Task to complete:
Repeat precisely the span of lines below that opens with the line containing "Find the location of a particular element. This" and closes with the line containing "This screenshot has width=1468, height=826.", both included.

:: Extracted information

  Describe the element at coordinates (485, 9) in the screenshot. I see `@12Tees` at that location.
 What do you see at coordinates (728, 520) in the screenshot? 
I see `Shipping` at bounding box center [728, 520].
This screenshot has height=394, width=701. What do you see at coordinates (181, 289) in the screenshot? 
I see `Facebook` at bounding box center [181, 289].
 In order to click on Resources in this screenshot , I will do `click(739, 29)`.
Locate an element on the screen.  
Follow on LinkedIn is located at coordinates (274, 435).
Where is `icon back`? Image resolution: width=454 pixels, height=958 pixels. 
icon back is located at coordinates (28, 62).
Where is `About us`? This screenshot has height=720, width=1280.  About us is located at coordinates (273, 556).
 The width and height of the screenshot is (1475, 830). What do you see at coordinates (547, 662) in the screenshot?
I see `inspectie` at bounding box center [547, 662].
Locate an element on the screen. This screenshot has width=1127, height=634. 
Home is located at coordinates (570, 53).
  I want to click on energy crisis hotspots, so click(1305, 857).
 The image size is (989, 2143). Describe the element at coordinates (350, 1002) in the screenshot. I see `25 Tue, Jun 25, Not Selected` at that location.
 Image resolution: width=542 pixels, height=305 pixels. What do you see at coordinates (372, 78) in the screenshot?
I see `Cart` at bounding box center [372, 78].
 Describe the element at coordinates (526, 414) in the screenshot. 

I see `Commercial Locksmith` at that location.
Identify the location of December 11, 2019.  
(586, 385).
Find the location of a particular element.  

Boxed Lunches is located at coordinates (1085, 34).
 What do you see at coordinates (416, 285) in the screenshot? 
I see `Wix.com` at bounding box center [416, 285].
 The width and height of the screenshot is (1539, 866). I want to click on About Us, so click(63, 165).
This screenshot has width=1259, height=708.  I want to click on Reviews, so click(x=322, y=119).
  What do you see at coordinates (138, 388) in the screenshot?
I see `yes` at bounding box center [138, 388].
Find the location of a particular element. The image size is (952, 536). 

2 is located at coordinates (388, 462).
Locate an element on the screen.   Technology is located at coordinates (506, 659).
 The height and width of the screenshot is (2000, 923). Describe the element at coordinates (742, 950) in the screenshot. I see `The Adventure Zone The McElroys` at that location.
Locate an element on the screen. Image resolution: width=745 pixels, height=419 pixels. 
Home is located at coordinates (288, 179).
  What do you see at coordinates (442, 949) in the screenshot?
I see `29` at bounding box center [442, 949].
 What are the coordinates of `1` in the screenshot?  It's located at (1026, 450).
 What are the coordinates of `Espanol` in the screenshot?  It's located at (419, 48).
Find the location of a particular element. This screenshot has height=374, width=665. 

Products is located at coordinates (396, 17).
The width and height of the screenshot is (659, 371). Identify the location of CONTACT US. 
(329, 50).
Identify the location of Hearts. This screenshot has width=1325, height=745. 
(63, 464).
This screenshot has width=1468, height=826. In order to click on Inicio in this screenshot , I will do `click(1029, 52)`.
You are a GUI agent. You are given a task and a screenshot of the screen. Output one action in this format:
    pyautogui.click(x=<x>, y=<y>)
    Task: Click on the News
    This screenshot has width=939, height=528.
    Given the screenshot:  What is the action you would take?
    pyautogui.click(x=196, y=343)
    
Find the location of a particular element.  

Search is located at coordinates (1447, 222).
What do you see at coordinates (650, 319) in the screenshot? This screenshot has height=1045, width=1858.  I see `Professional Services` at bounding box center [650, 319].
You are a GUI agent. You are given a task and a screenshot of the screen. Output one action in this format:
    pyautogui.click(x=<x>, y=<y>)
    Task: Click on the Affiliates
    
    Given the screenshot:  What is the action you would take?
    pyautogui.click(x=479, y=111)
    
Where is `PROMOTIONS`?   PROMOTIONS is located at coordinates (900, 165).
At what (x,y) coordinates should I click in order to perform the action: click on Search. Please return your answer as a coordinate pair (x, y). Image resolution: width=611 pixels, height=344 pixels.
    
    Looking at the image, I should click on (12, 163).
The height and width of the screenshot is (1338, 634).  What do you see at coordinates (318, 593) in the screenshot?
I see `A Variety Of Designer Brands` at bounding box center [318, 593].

::::

Answer section:
Find the location of a particular element. This screenshot has height=374, width=665. 

Products is located at coordinates (396, 17).
The width and height of the screenshot is (659, 371). Identify the location of CONTACT US. 
(329, 50).
Identify the location of Hearts. This screenshot has width=1325, height=745. 
(63, 464).
This screenshot has width=1468, height=826. In order to click on Inicio in this screenshot , I will do `click(1029, 52)`.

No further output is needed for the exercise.